(Exercise input begins)

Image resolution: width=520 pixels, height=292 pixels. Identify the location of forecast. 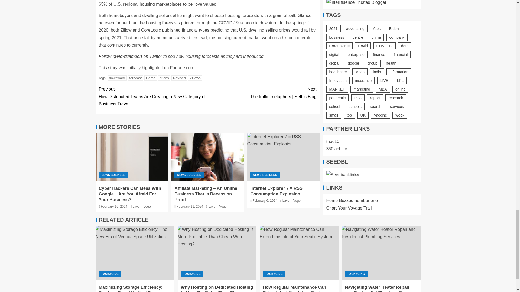
(135, 78).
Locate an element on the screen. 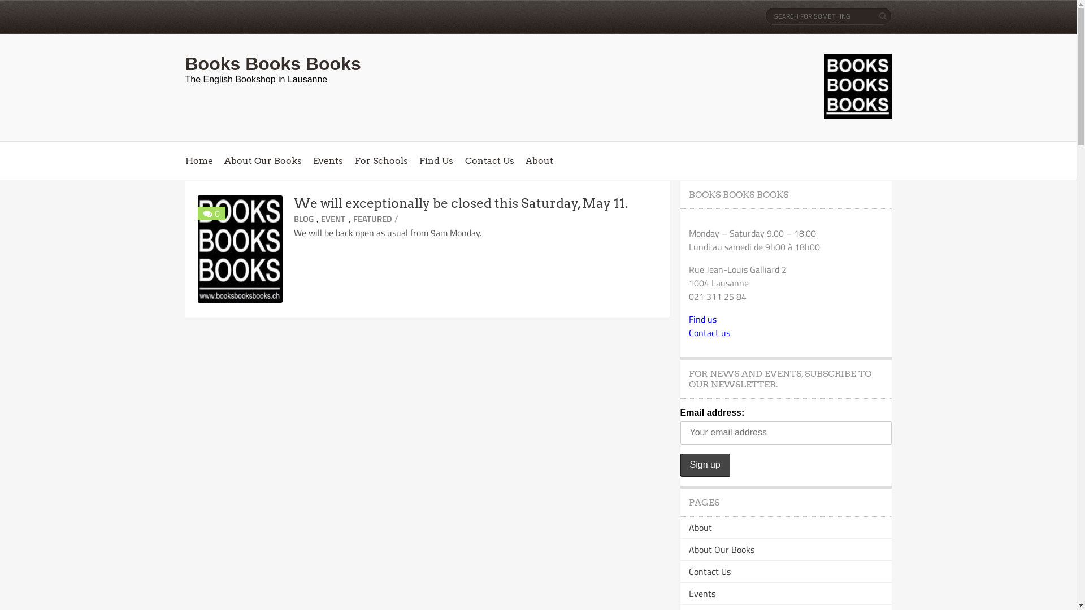  Contact Us is located at coordinates (489, 160).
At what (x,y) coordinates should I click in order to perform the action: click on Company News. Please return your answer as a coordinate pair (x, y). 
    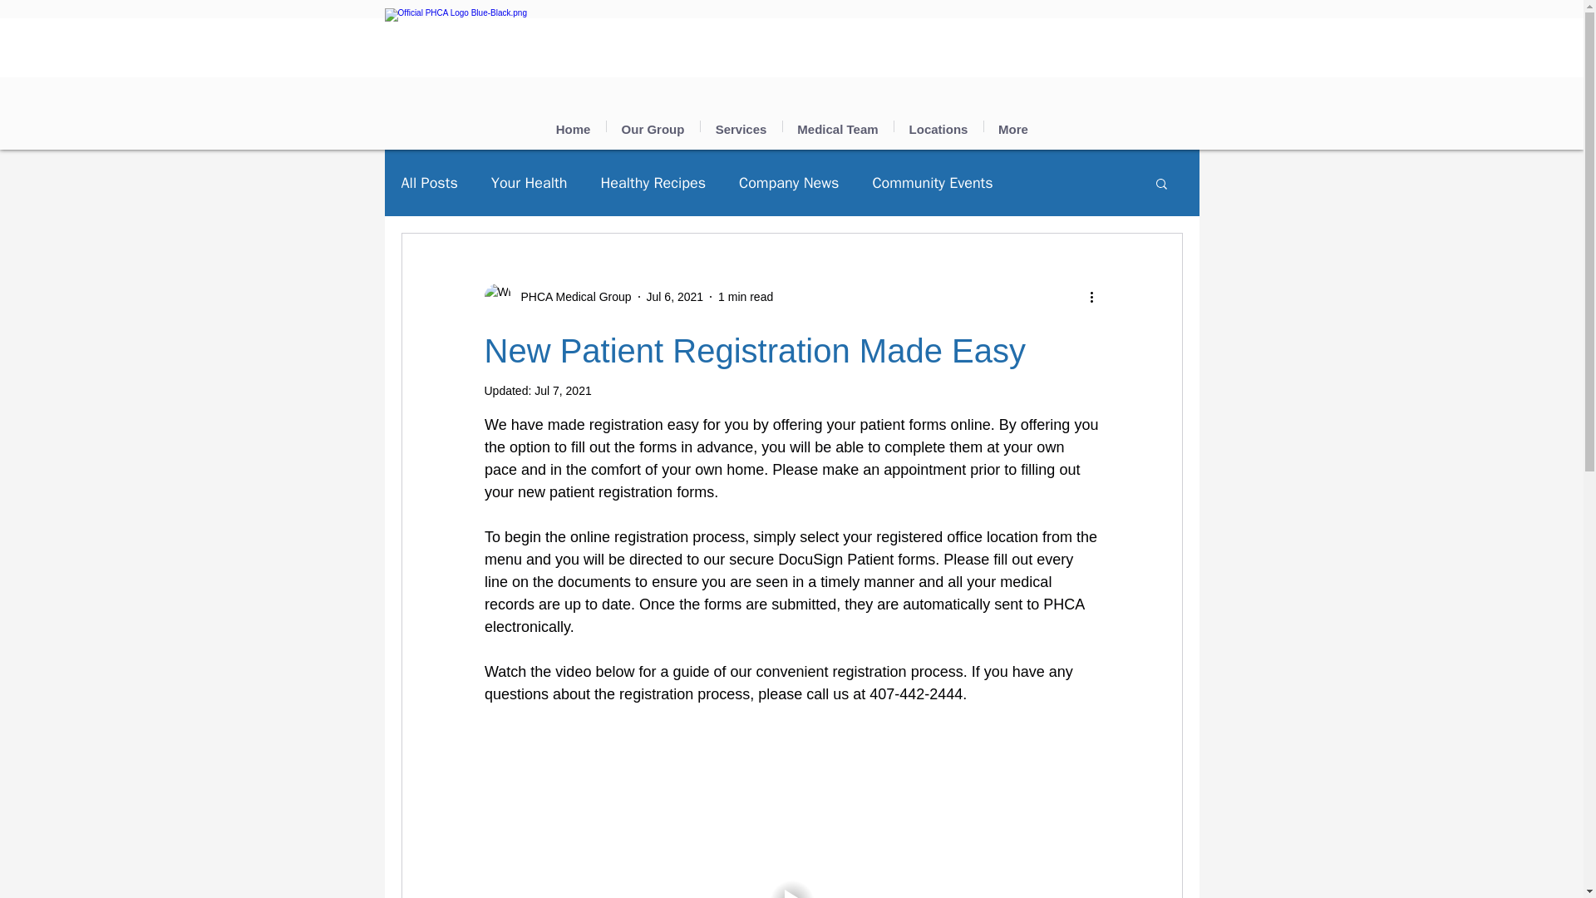
    Looking at the image, I should click on (788, 183).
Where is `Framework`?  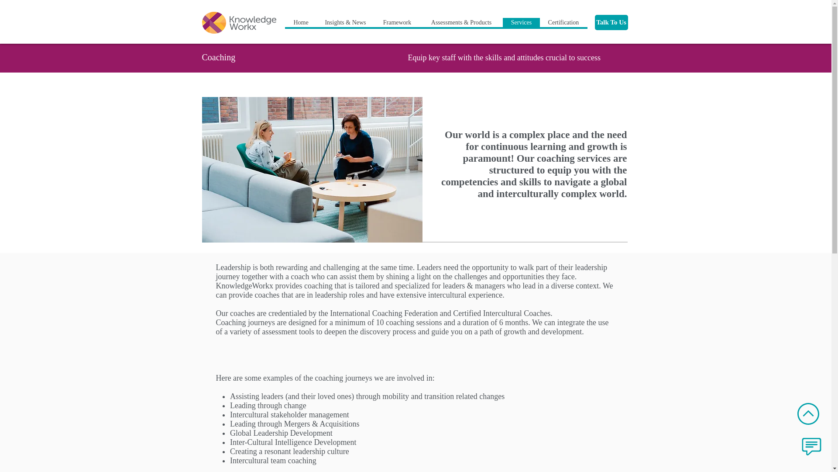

(Exercise input ends)

_Required action_. In the copy, include exactly the lines from the one with "At what (x,y)" through the final line of the entries above, both ends counted, and no pictures.

_Result for this exercise_.
At what (x,y) coordinates should I click in order to perform the action: click on Company News. Please return your answer as a coordinate pair (x, y). 
    Looking at the image, I should click on (788, 183).
Where is `Framework`?  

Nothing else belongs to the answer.